Connect: 'You are all very pompous, Irish pretending to be English," Maria Plunkett reportedly told a posse of stag-hunters last Tuesday. The conveniently recorded encounter, during which Plunkett brandished an ancient shotgun at horse-mounted members of the Ward Union Stag Hunt, took place between Trim and Dunshaughlin in Co Meath.
The hunters had encroached on land owned by Plunkett, a Brazilian who is married to Edward Plunkett. He is also known as "Lord Dunsany" and she as "Lady Dunsany". Plunkett's remark raises knotty questions of class, morality, land and nationality. A century ago, such questions were seething and divisive but are usually ignored in contemporary, "post-nationalist" Ireland.
It's the "Irish pretending to be English" that's most intriguing. First, though, depending on which side you support on hunting (indeed, on bloodsports in general) you will either welcome or reject Plunkett's intervention. Many people, probably a majority nowadays, believe, albeit with varying degrees of intensity, that any landlord or landlady preventing hunting deserves support.
Others, of course - though dwindling in number if not intensity - argue that hunting is a rural tradition and resent attempts to curb and ban it. However, a person who, in a republic, uses an aristocratic title and accuses others of being "very pompous, Irish pretending to be English" is sure to attract accusations of hypocrisy - of displaying a kettle-calling-the- pot-black mentality.
It all adds up to bizarre alignments. Maria Plunkett was reportedly alerted by two hunt saboteurs who called to her door. Hunt saboteurs are often class warriors too - though these two may or may not have been. Anyway, whatever their larger politics, on the question of hunting (perhaps their behaviour shows further evidence of single-issue politics) they sought aristocratic alignment.
In England, where sabotaging hunts became, for both sides, a bitter and violent business, hunters typically saw themselves as belonging to a superior social class than the saboteurs. For their part, the saboteurs believed they constituted a superior moral class. The Dunsany encounter complicates this matrix of class and morality by adding assumptions about land and nationality.
It's knotty indeed. Does Plunkett's remark imply that the English (all or just a section of them) are pompous or is it just Irish people pretending to be English who are pompous? If the former, it's a slur on England for breeding pompous people; if the latter, it's a slur on Ireland for still breeding people so inauthentic that they know no better than to ape their former imperial dominators.
Perhaps most damning of all (though it's surely unlikely Plunkett intended such a meaning), the remark implies the mere Irish should not attempt to get above themselves by trying to be like the matchless English. Anyway, a century ago, such abject upstarts were referred to as "shoneens" and "shoneenism" used to be seen as a variant of "West Britonism".
But the retention of aristocratic titles, originally conferred by British monarchs, is also, especially since this part of Ireland is a republic, widely considered as evidence of West Britonism. Thus, in the Dunsany encounter, many observers will see one variant of West Britonism accusing another of aping what it continues to ape itself. Knottier and knottier.
Then there's the subject of hunting.
"I don't like hunting but I have no problem with people doing whatever they want to do on their own land," Plunkett reportedly said. So, it was primarily a landowning issue for her, in which the matter of hunting was secondary. People, she implied, though she wouldn't do so herself, should be free to hunt on their own land.
Like most families, the Plunketts of Dunsany have produced notable and forgettable characters. Oliver Plunkett, the saint and martyr; Horace Plunkett, who introduced co-operative farming to Ireland; and Edward Plunkett, the writer, who for a time was friendly with Augusta Gregory and W.B. Yeats (Oliver Gogarty reckoned Yeats envied Plunkett's title!), are among the notables.
Edward, the writer (who died in 1957) and was the grandfather of Maria's husband (also Edward) was a keen hunter. Born in England, he was an Eton, Sandhurst and Coldstream Guards man who fought in the Boer War and was always devoted to the British crown. Indeed, while supporting that side, he was wounded during the 1916 Rising in Dublin.
Times change, of course. It's unlikely that Edward, the writer who was a keen hunter, bothered too much about permission to cross the lands of Africans when he went "big game" (some game!) hunting. The antique gun which, according to Plunkett, has "not been used for 150 years", could not be, if she's correct, one used by Edward to kill African beasts for sport.
Still, even though "trophies" of Edward's hunting are displayed in Dunsany Castle, at least his granddaughter-in-law doesn't like hunting. That, for most people, represents progress. It also tells you just how much times have changed when, in Ireland, the press presents hunting as more centrally the issue than landowning, even though this is not true for the landowner.
A knotty one, riddled with PR but not without humour.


# Exercise details:
From the first line through the last, transcribe the listing word for word.

──────

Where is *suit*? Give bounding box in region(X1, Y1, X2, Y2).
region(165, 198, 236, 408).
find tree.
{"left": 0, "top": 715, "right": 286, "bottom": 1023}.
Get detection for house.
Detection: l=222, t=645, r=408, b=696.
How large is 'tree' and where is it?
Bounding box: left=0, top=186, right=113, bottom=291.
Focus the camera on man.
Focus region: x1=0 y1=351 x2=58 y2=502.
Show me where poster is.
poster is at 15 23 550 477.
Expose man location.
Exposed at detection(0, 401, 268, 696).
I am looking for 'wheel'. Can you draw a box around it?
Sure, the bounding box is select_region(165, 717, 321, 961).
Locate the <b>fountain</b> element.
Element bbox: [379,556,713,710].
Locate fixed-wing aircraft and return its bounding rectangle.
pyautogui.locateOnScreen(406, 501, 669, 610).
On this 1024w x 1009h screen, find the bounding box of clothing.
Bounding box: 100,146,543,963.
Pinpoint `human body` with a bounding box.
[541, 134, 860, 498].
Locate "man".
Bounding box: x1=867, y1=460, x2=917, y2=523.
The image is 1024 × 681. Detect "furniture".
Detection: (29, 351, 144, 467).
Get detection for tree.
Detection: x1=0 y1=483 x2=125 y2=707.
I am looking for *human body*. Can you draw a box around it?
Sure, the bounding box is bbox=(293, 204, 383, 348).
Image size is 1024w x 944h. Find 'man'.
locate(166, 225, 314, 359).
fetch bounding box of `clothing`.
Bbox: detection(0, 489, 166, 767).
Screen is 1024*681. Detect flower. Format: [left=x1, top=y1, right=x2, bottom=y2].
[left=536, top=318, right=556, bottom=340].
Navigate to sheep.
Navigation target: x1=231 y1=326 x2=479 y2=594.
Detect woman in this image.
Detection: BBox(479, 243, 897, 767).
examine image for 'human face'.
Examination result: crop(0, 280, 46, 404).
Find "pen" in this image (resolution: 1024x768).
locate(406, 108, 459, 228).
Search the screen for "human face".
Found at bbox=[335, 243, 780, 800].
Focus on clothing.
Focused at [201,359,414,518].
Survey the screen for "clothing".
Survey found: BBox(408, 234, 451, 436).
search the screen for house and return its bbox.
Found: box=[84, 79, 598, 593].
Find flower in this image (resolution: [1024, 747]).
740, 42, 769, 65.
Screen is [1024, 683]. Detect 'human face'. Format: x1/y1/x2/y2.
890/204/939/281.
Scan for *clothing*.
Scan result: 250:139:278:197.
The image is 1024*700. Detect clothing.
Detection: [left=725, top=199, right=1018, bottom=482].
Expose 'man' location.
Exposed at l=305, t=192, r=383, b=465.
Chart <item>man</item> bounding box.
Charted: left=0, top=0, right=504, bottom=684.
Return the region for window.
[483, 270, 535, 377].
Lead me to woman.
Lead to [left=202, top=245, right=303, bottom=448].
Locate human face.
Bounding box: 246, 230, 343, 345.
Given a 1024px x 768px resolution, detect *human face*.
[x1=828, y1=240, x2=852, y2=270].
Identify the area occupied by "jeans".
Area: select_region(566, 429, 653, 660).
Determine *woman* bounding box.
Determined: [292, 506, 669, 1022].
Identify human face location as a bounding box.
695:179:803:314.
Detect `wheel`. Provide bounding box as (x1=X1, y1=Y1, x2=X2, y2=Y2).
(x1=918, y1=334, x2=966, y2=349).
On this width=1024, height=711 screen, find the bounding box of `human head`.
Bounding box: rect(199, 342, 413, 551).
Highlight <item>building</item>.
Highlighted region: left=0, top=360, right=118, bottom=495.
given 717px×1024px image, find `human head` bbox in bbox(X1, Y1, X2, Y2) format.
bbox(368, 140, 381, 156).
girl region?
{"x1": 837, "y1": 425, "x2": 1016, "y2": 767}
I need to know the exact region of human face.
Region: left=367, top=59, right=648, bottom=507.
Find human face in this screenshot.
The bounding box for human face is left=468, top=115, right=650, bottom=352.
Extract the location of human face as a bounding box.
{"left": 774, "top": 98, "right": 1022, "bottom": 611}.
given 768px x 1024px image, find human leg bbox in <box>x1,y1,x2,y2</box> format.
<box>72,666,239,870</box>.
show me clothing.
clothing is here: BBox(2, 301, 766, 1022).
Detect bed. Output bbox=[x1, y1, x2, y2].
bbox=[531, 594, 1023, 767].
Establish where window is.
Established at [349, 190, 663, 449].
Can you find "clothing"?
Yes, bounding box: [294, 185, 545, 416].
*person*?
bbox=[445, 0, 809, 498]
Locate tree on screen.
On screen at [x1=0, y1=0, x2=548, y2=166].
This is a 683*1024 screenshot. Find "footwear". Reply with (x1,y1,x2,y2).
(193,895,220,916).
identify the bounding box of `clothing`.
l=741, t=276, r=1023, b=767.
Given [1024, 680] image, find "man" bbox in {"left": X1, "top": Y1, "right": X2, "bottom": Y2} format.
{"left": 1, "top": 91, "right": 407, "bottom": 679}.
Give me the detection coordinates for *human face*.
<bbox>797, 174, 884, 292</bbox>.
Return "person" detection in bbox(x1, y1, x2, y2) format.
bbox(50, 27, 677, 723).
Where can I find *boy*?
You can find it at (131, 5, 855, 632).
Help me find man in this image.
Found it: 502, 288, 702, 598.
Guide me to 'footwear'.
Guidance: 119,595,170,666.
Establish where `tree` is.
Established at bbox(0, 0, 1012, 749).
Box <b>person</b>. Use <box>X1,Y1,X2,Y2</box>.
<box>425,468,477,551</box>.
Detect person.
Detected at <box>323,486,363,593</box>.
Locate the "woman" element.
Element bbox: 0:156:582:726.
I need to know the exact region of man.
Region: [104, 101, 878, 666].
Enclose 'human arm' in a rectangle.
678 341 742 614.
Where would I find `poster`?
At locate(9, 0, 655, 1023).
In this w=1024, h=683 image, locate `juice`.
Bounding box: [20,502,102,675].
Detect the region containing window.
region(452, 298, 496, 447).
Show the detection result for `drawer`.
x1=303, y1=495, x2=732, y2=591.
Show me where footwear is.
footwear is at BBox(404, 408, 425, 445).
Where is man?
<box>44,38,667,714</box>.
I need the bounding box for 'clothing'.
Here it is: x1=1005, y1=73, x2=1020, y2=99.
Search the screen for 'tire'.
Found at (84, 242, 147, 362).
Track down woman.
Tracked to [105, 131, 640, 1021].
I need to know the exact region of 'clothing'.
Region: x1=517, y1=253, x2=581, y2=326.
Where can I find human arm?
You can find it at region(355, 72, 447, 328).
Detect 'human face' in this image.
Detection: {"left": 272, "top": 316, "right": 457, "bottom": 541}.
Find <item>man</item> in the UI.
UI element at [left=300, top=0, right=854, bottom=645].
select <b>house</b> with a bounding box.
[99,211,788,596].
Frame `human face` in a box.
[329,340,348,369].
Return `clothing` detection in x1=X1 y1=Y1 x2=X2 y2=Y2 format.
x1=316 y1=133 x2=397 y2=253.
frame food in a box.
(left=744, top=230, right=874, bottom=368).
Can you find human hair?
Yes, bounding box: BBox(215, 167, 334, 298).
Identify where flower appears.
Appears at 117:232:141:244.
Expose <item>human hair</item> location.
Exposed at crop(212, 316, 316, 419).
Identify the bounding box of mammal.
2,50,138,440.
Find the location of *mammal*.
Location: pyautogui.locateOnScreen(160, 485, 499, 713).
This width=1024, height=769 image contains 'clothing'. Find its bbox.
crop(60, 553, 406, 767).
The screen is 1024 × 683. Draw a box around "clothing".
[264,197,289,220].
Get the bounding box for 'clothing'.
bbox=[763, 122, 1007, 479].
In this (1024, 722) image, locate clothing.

──────

# Task output:
Where is *suit*? Give bounding box in region(X1, Y1, X2, Y2).
region(165, 198, 236, 408).
find tree.
{"left": 0, "top": 715, "right": 286, "bottom": 1023}.
Get detection for house.
Detection: l=222, t=645, r=408, b=696.
How large is 'tree' and where is it?
Bounding box: left=0, top=186, right=113, bottom=291.
Focus the camera on man.
Focus region: x1=0 y1=351 x2=58 y2=502.
Show me where poster is.
poster is at 15 23 550 477.
Expose man location.
Exposed at detection(0, 401, 268, 696).
I am looking for 'wheel'. Can you draw a box around it?
Sure, the bounding box is select_region(165, 717, 321, 961).
Locate the <b>fountain</b> element.
Element bbox: [379,556,713,710].
Locate fixed-wing aircraft and return its bounding rectangle.
pyautogui.locateOnScreen(406, 501, 669, 610).
On this 1024w x 1009h screen, find the bounding box of clothing.
Bounding box: 100,146,543,963.
Pinpoint `human body` with a bounding box.
[541, 134, 860, 498].
Locate "man".
Bounding box: x1=867, y1=460, x2=917, y2=523.
The image is 1024 × 681. Detect "furniture".
Detection: (29, 351, 144, 467).
Get detection for tree.
Detection: x1=0 y1=483 x2=125 y2=707.
I am looking for *human body*. Can you draw a box around it?
Sure, the bounding box is bbox=(293, 204, 383, 348).
Image size is 1024w x 944h. Find 'man'.
locate(166, 225, 314, 359).
fetch bounding box of `clothing`.
Bbox: detection(0, 489, 166, 767).
Screen is 1024*681. Detect flower. Format: [left=x1, top=y1, right=x2, bottom=y2].
[left=536, top=318, right=556, bottom=340].
Navigate to sheep.
Navigation target: x1=231 y1=326 x2=479 y2=594.
Detect woman in this image.
Detection: BBox(479, 243, 897, 767).
examine image for 'human face'.
Examination result: crop(0, 280, 46, 404).
Find "pen" in this image (resolution: 1024x768).
locate(406, 108, 459, 228).
Search the screen for "human face".
Found at bbox=[335, 243, 780, 800].
Focus on clothing.
Focused at [201,359,414,518].
Survey the screen for "clothing".
Survey found: BBox(408, 234, 451, 436).
search the screen for house and return its bbox.
Found: box=[84, 79, 598, 593].
Find flower in this image (resolution: [1024, 747]).
740, 42, 769, 65.
Screen is [1024, 683]. Detect 'human face'. Format: x1/y1/x2/y2.
890/204/939/281.
Scan for *clothing*.
Scan result: 250:139:278:197.
The image is 1024*700. Detect clothing.
Detection: [left=725, top=199, right=1018, bottom=482].
Expose 'man' location.
Exposed at l=305, t=192, r=383, b=465.
Chart <item>man</item> bounding box.
Charted: left=0, top=0, right=504, bottom=684.
Return the region for window.
[483, 270, 535, 377].
Lead me to woman.
Lead to [left=202, top=245, right=303, bottom=448].
Locate human face.
Bounding box: 246, 230, 343, 345.
Given a 1024px x 768px resolution, detect *human face*.
[x1=828, y1=240, x2=852, y2=270].
Identify the area occupied by "jeans".
Area: select_region(566, 429, 653, 660).
Determine *woman* bounding box.
Determined: [292, 506, 669, 1022].
Identify human face location as a bounding box.
695:179:803:314.
Detect `wheel`. Provide bounding box as (x1=X1, y1=Y1, x2=X2, y2=Y2).
(x1=918, y1=334, x2=966, y2=349).
On this width=1024, height=711 screen, find the bounding box of `human head`.
Bounding box: rect(199, 342, 413, 551).
Highlight <item>building</item>.
Highlighted region: left=0, top=360, right=118, bottom=495.
given 717px×1024px image, find `human head` bbox in bbox(X1, Y1, X2, Y2) format.
bbox(368, 140, 381, 156).
girl region?
{"x1": 837, "y1": 425, "x2": 1016, "y2": 767}
I need to know the exact region of human face.
Region: left=367, top=59, right=648, bottom=507.
Find human face in this screenshot.
The bounding box for human face is left=468, top=115, right=650, bottom=352.
Extract the location of human face as a bounding box.
{"left": 774, "top": 98, "right": 1022, "bottom": 611}.
given 768px x 1024px image, find human leg bbox in <box>x1,y1,x2,y2</box> format.
<box>72,666,239,870</box>.
show me clothing.
clothing is here: BBox(2, 301, 766, 1022).
Detect bed. Output bbox=[x1, y1, x2, y2].
bbox=[531, 594, 1023, 767].
Establish where window is.
Established at [349, 190, 663, 449].
Can you find "clothing"?
Yes, bounding box: [294, 185, 545, 416].
*person*?
bbox=[445, 0, 809, 498]
Locate tree on screen.
On screen at [x1=0, y1=0, x2=548, y2=166].
This is a 683*1024 screenshot. Find "footwear". Reply with (x1,y1,x2,y2).
(193,895,220,916).
identify the bounding box of `clothing`.
l=741, t=276, r=1023, b=767.
Given [1024, 680] image, find "man" bbox in {"left": X1, "top": Y1, "right": X2, "bottom": Y2} format.
{"left": 1, "top": 91, "right": 407, "bottom": 679}.
Give me the detection coordinates for *human face*.
<bbox>797, 174, 884, 292</bbox>.
Return "person" detection in bbox(x1, y1, x2, y2) format.
bbox(50, 27, 677, 723).
Where can I find *boy*?
You can find it at (131, 5, 855, 632).
Help me find man in this image.
Found it: 502, 288, 702, 598.
Guide me to 'footwear'.
Guidance: 119,595,170,666.
Establish where `tree` is.
Established at bbox(0, 0, 1012, 749).
Box <b>person</b>. Use <box>X1,Y1,X2,Y2</box>.
<box>425,468,477,551</box>.
Detect person.
Detected at <box>323,486,363,593</box>.
Locate the "woman" element.
Element bbox: 0:156:582:726.
I need to know the exact region of man.
Region: [104, 101, 878, 666].
Enclose 'human arm' in a rectangle.
678 341 742 614.
Where would I find `poster`?
At locate(9, 0, 655, 1023).
In this w=1024, h=683 image, locate `juice`.
Bounding box: [20,502,102,675].
Detect the region containing window.
region(452, 298, 496, 447).
Show the detection result for `drawer`.
x1=303, y1=495, x2=732, y2=591.
Show me where footwear is.
footwear is at BBox(404, 408, 425, 445).
Where is man?
<box>44,38,667,714</box>.
I need the bounding box for 'clothing'.
Here it is: x1=1005, y1=73, x2=1020, y2=99.
Search the screen for 'tire'.
Found at (84, 242, 147, 362).
Track down woman.
Tracked to [105, 131, 640, 1021].
I need to know the exact region of 'clothing'.
Region: x1=517, y1=253, x2=581, y2=326.
Where can I find human arm?
You can find it at region(355, 72, 447, 328).
Detect 'human face' in this image.
Detection: {"left": 272, "top": 316, "right": 457, "bottom": 541}.
Find <item>man</item> in the UI.
UI element at [left=300, top=0, right=854, bottom=645].
select <b>house</b> with a bounding box.
[99,211,788,596].
Frame `human face` in a box.
[329,340,348,369].
Return `clothing` detection in x1=X1 y1=Y1 x2=X2 y2=Y2 format.
x1=316 y1=133 x2=397 y2=253.
frame food in a box.
(left=744, top=230, right=874, bottom=368).
Can you find human hair?
Yes, bounding box: BBox(215, 167, 334, 298).
Identify where flower appears.
Appears at 117:232:141:244.
Expose <item>human hair</item> location.
Exposed at crop(212, 316, 316, 419).
Identify the bounding box of mammal.
2,50,138,440.
Find the location of *mammal*.
Location: pyautogui.locateOnScreen(160, 485, 499, 713).
This width=1024, height=769 image contains 'clothing'. Find its bbox.
crop(60, 553, 406, 767).
The screen is 1024 × 683. Draw a box around "clothing".
[264,197,289,220].
Get the bounding box for 'clothing'.
bbox=[763, 122, 1007, 479].
In this (1024, 722) image, locate clothing.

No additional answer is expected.